It’s just the latest in a string of cases in which scientists have published numbers that suggest a grimmer picture than the one presented in 2013 by an influential United Nations body, the Intergovernmental Panel on Climate Change.

The calving front of Jakobshavn glacier. (Courtesy NASA's Digital Mapping System team)
The calving front of Jakobshavn glacier. (Courtesy NASA’s Digital Mapping System team)

The new Snow, Water, Ice and Permafrost in the Arctic report presents minimum estimates for global sea level rise by the end of the century, but not a maximum. This reflects the fact that scientists keep uncovering new insights that force them to increase their sea level estimates further, said William Colgan, a glaciologist with the Geological Survey of Denmark and Greenland, who contributed to the sea level rise section.

“Because of emerging processes, especially related to the Greenland ice sheet and the Antarctic ice sheet, it now looks like the uncertainties are all biased positive,” Colgan said.

[The Arctic Ocean is on track to be ice-free in summer by 2040]

The assessment found that under a relatively moderate global warming scenario – one that slightly exceeds the temperature targets contained in the Paris climate agreement – seas could be expected to rise “at least” 52 centimeters, or 1.7 feet, by the year 2100. Under a more extreme, “business as usual” warming scenario, meanwhile, the minimum rise would be 74 centimeters, or 2.4 feet.
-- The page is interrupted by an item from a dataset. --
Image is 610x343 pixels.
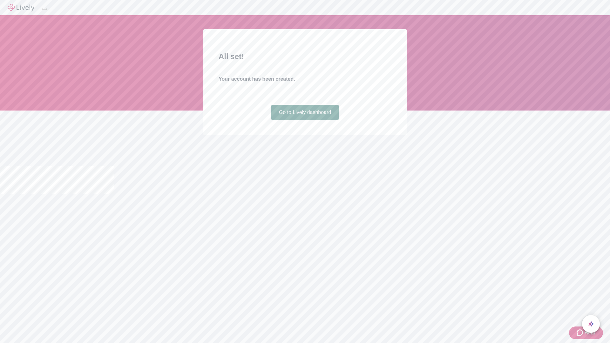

The new findings were published Tuesday as part of a broader overview report by the Arctic Monitoring and Assessment Program, a working group of the intergovernmental Arctic Council, which unites eight Arctic nations, including the United States, and six organizations representing the indigenous peoples of the Arctic.

It is the work of 90 scientists and 28 peer reviewers and is expected to be presented in Fairbanks, Alaska, next month at the next summit of Arctic political leaders.

The report bluntly contrasts its sea level findings with a previous 2013 report from the U.N. Intergovernmental Panel on Climate Change, which had put the “likely” low end sea level rise number for these two scenarios at 32 centimeters (about 1 foot) and 45 centimeters (1.5 feet) for the period between 2081 and 2100. That global body – whose high end sea level rise number for the year 2100 was just shy of one meter, or 3.2 feet – has often seen its assertions on sea level rise faulted by scientists for being too conservative.

“These estimates are almost double the minimum estimates made by the IPCC in 2013,” said the new Arctic Council report, which is dubbed a “Summary for Policymakers” because the technical report underpinning it has not yet been released.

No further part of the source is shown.